By Chase Rogers
https://www.dallasnews.com
A Tarrant County jailer and his supervisor were fired this week in response to the “traumatic” in-custody death of a 31-year-man last month, Sheriff Bill Waybourn said during a news conference Thursday.
Videos played during the conference show former jailer Rafael Moreno kneeling on Anthony Johnson Jr. for about 90 seconds April 21. Johnson was placed in handcuffs afternearly 10 jailers struggled for almost three minutes to restrain him. After Moreno shifted his weight onto him, Johnson can be heard on the video saying he can’t breathe.
Following the fight between jailers and Johnson, Johnson was unresponsive. He was later pronounced dead.
The sheriff’s office previously said the death was the result of a “medical emergency.”
Lt. Joel Garcia, who worked at the jail for 24 years, was the supervisor for Moreno. He was fired because he did not properly respond to the “urgency of the situation” and made missteps in seeking medical attention for Johnson, Waybourn said.
Moreno was fired because he should not have used his knee to pin Johnson once he was already handcuffed, Waybourn said.
The videos, shown publicly for the first time, are informing the ongoing criminal investigation into the death by the Texas Rangers, the investigative arm of the Department of Public Safety.
Whether the jailers will face charges as part of the investigation remains to be seen. An autopsy for Johnson was pending Thursday afternoon, according to online Tarrant County medical examiner records.
The decision to fire Moreno and his supervisor, Lt. Joel Garcia, was made once the Texas Rangers completed interviews as part of the death investigation, Waybourn said. Attorneys representing the jailers said their clients followed procedures and the decision to terminate them, which they said they plan to appeal, was ill-conceived.
Daryl Washington, an attorney representing Johnson’s family, called for accountability by way of arrests and criminal prosecution for the jailers.
“We want to see arrest warrants going out. We want to see people arrested,” Washington said in an interview after the conference. “This death is egregious.”
Johnson had been in jail after an arrest by officers in Saginaw, where he was accused of “wielding a knife at a driver” while standing in the roadway, the sheriff’s office has said. He was facing multiple charges, including possession of a controlled substance and evading arrest/detention.
Johnson had been diagnosed with schizophrenia, Waybourn said.
The videos, which span over 5 minutes, were captured by a surveillance camera overseeing the cell block where the fight took place and Garcia, who took a video recording of the fight with a cellphone. It’s policy for jail staff to record fights with inmates, Waybourn said, explaining that Garcia used a cellphone because a GoPro camera jailers typically use was not working.
Officials with the Tarrant County district attorney’s office showed videos, including the cellblock surveillance footage, to Johnson’s family ahead of the press conference, the sheriff said.
The videos show the fight took place on a second-floor walkway lined by holding cells and a guardrail. The jailers involved in the fight described Johnson as having “superhuman strength” and little reaction to one jailer’s use of oleoresin capsicum spray, or pepper spray, to help restrain him, Waybourn said.
“It was a very dangerous situation,” Waybourn said. “He was pepper-sprayed because nothing else was working, but it seemed to have no effect.”
Randell Moore, an attorney representing Garcia, said his client followed the jail’s procedures and questioned Waybourn’s description and characterization of his actions during the encounter. Garcia did not delay in getting medical assistance for Johnson “as soon as he saw there was a problem,” Moore said in an interview.
Jane Bishkin, an attorney with the Combined Law Enforcement Associations of Texas, told WFAA-TV (Channel 8) that Moreno’s termination letter did not list a reason for the firing. Waybourn acted prematurely and should have waited for the final medical examiner’s report before the decision to fire Moreno, she told the station.
“We believe the sheriff’s actions are a response to the heightened public interest in this case,” she told the station.
This story, originally published in The Dallas Morning News, is reprinted as part of a collaborative partnership between The Dallas Morning News and Texas Metro News. The partnership seeks to boost coverage of Dallas’ communities of color, particularly in southern Dallas.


> TRY IT:
Starting with the line that contains "You are a GUI" and stopping after the line that contains "This screenshot has height=504, width=1034.", copy the entries below exactly. Include nothing else.

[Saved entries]
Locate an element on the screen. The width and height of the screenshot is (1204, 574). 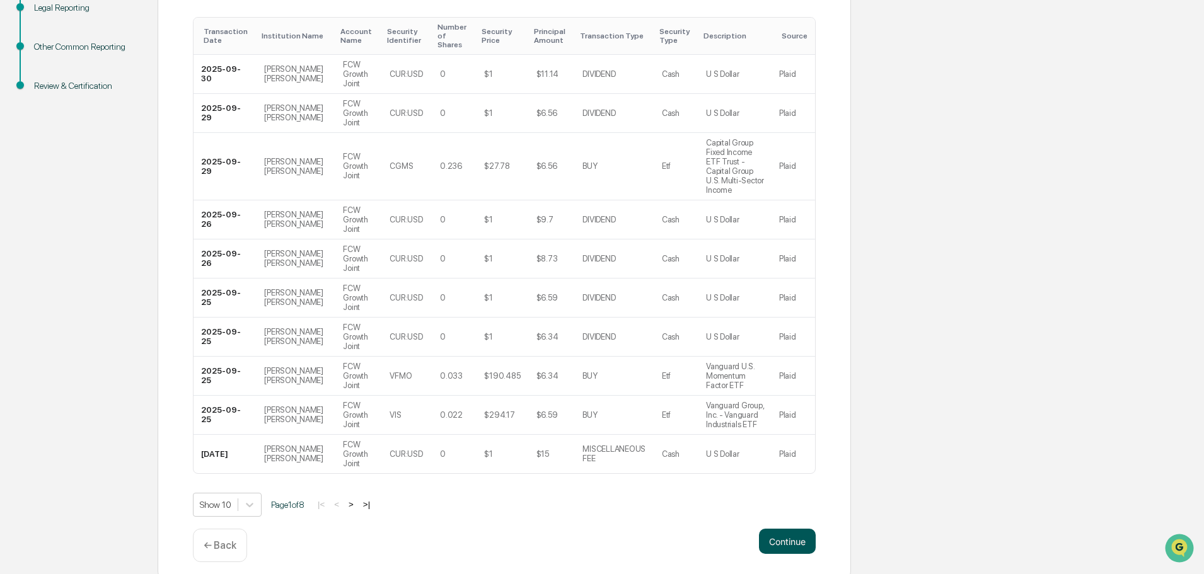
span: Attestations is located at coordinates (130, 165).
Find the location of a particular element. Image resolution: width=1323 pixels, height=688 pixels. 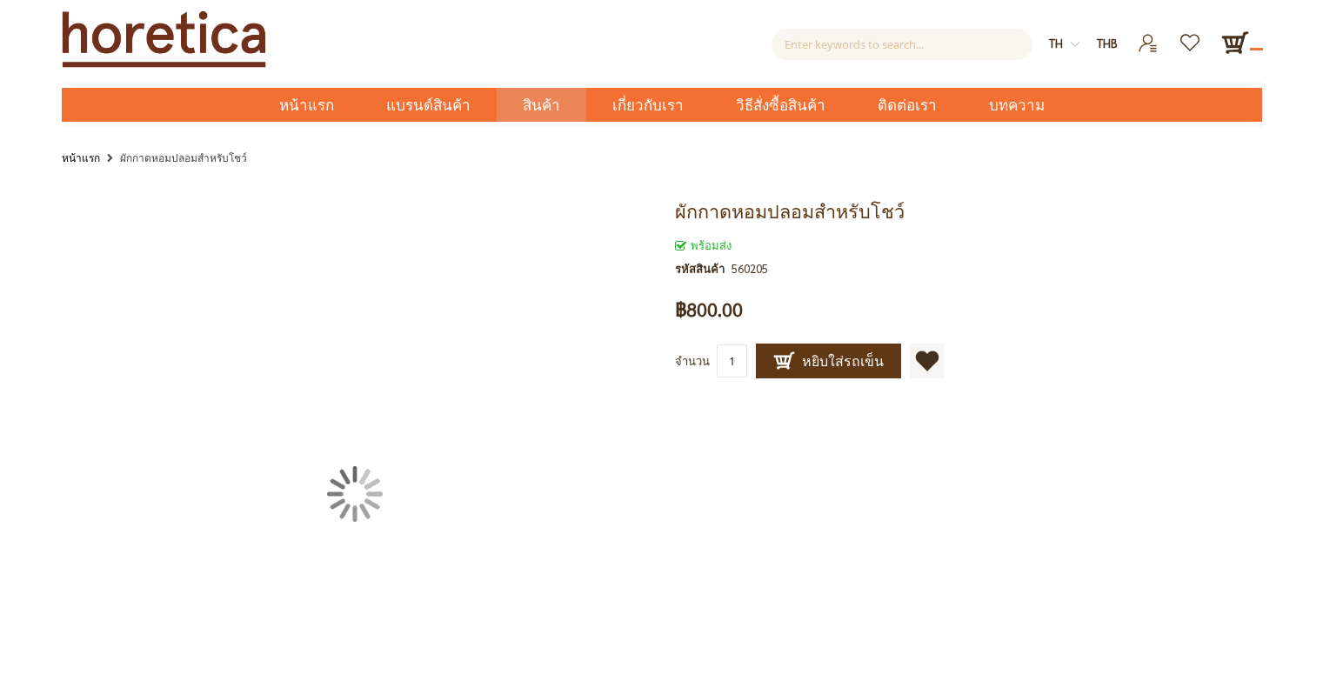

a: บทความ is located at coordinates (1017, 104).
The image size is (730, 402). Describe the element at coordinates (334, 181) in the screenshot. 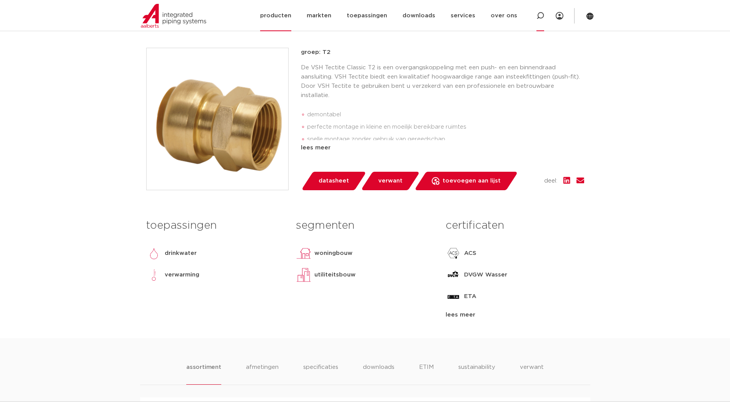

I see `a: datasheet` at that location.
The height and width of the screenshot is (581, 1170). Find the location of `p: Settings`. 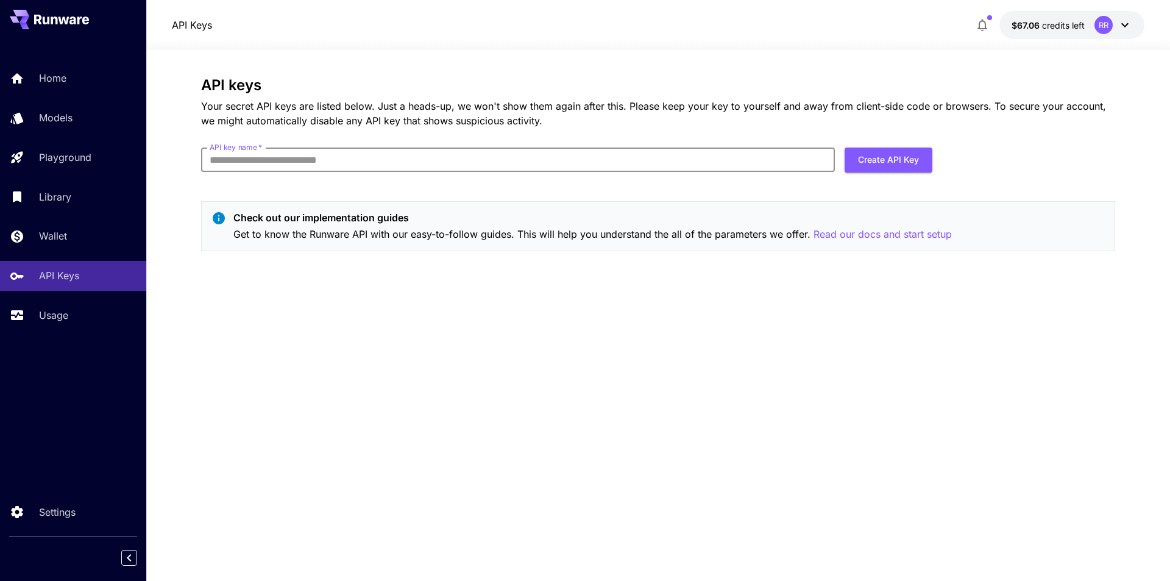

p: Settings is located at coordinates (57, 512).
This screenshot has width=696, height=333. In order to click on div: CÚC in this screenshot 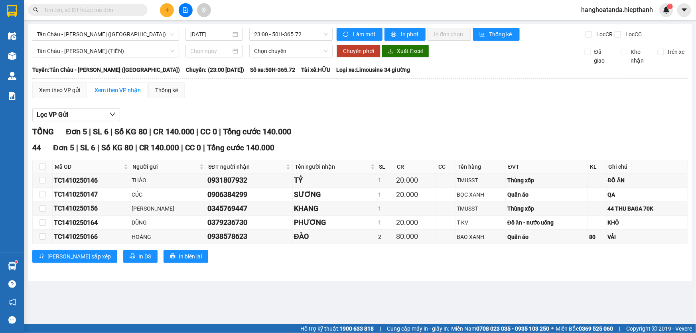, I will do `click(168, 195)`.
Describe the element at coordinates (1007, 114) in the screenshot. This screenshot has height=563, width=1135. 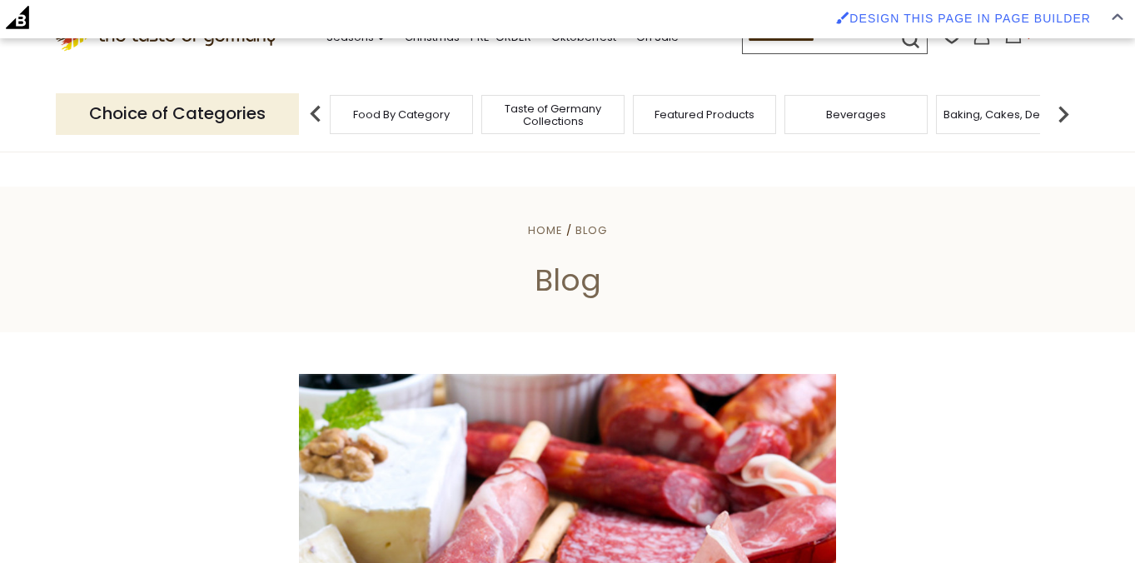
I see `a: Baking, Cakes, Desserts` at that location.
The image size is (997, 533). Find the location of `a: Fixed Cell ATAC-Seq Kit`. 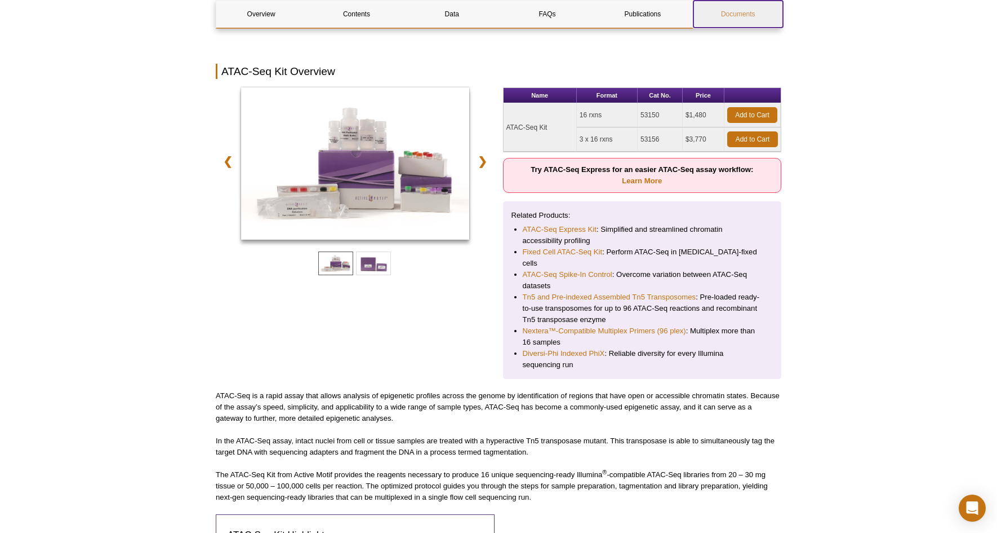

a: Fixed Cell ATAC-Seq Kit is located at coordinates (563, 252).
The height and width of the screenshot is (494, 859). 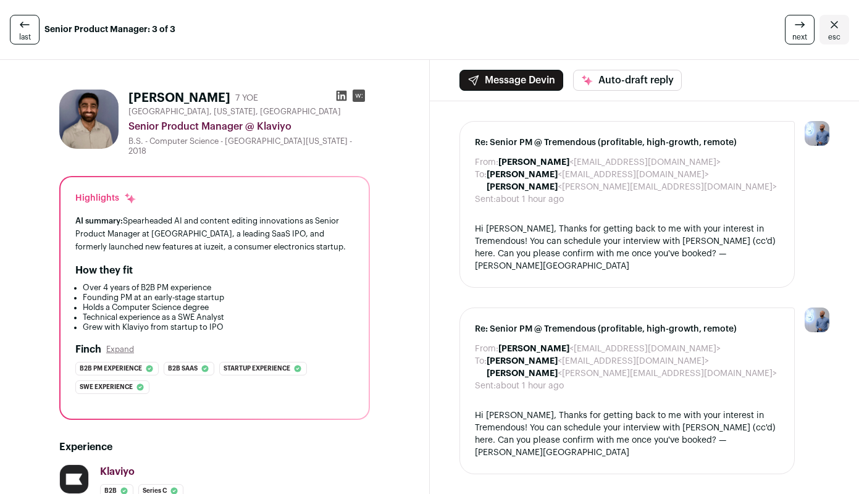 What do you see at coordinates (214, 447) in the screenshot?
I see `h2: Experience` at bounding box center [214, 447].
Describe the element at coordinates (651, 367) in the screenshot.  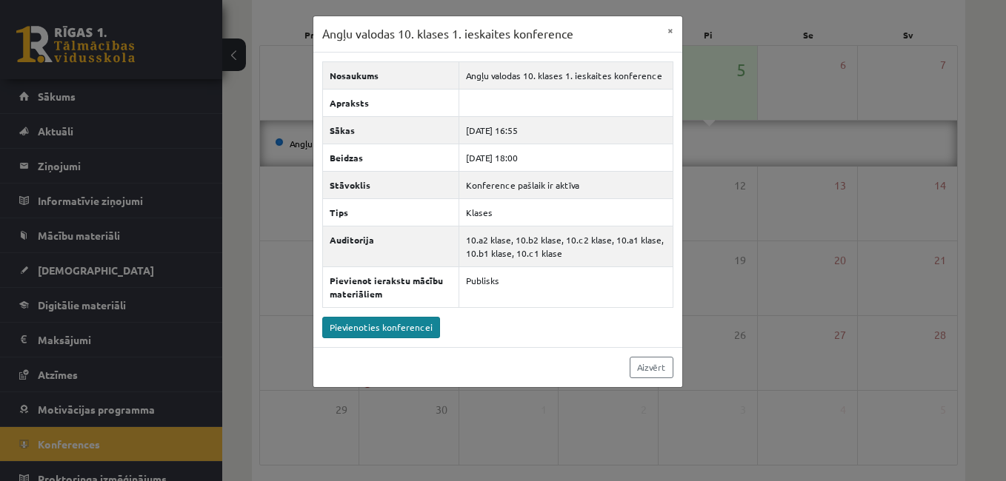
I see `a: Aizvērt` at that location.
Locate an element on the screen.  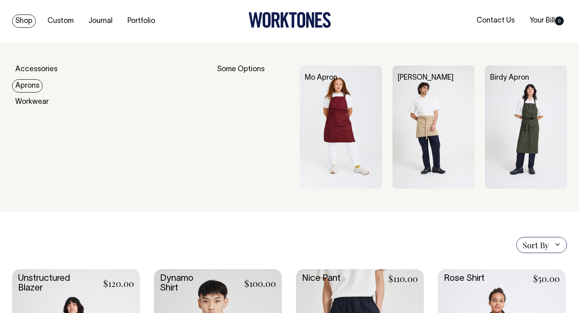
div: Some Options is located at coordinates (253, 127).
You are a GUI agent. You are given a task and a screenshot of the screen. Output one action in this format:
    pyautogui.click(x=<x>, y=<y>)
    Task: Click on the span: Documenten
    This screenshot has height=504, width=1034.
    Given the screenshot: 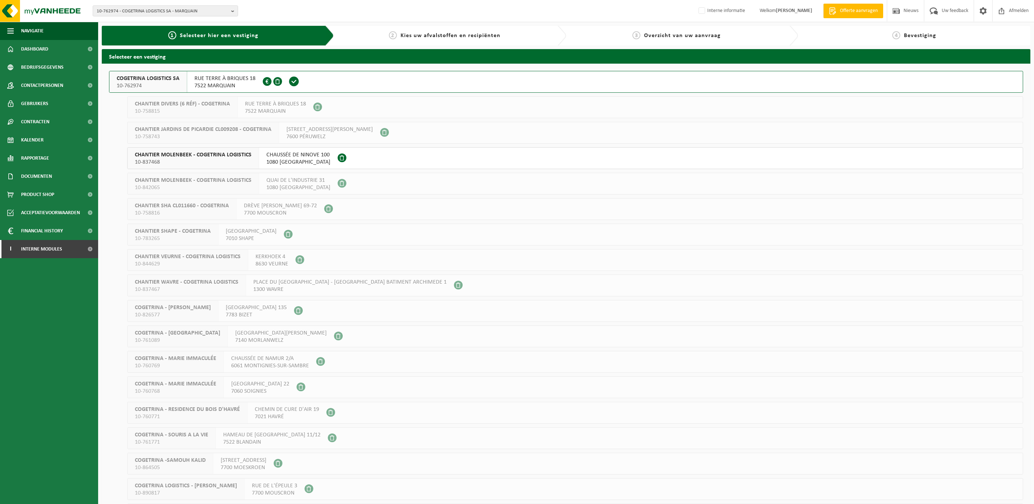 What is the action you would take?
    pyautogui.click(x=36, y=176)
    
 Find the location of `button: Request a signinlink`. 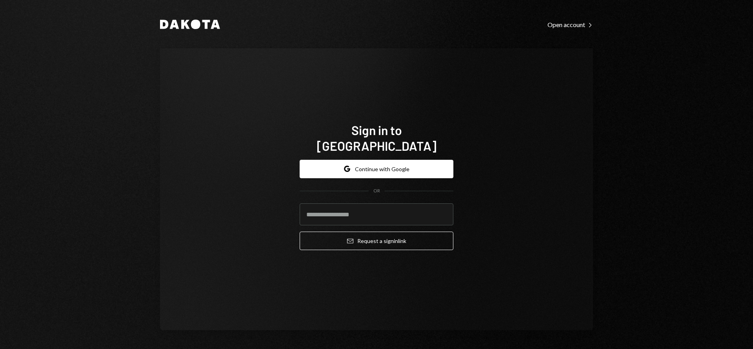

> RESULT OF THE EXERCISE:
You are a GUI agent. You are given a task and a screenshot of the screen. Output one action in this format:
    pyautogui.click(x=<x>, y=<y>)
    Task: Click on the span: Documenten
    This screenshot has height=504, width=1034.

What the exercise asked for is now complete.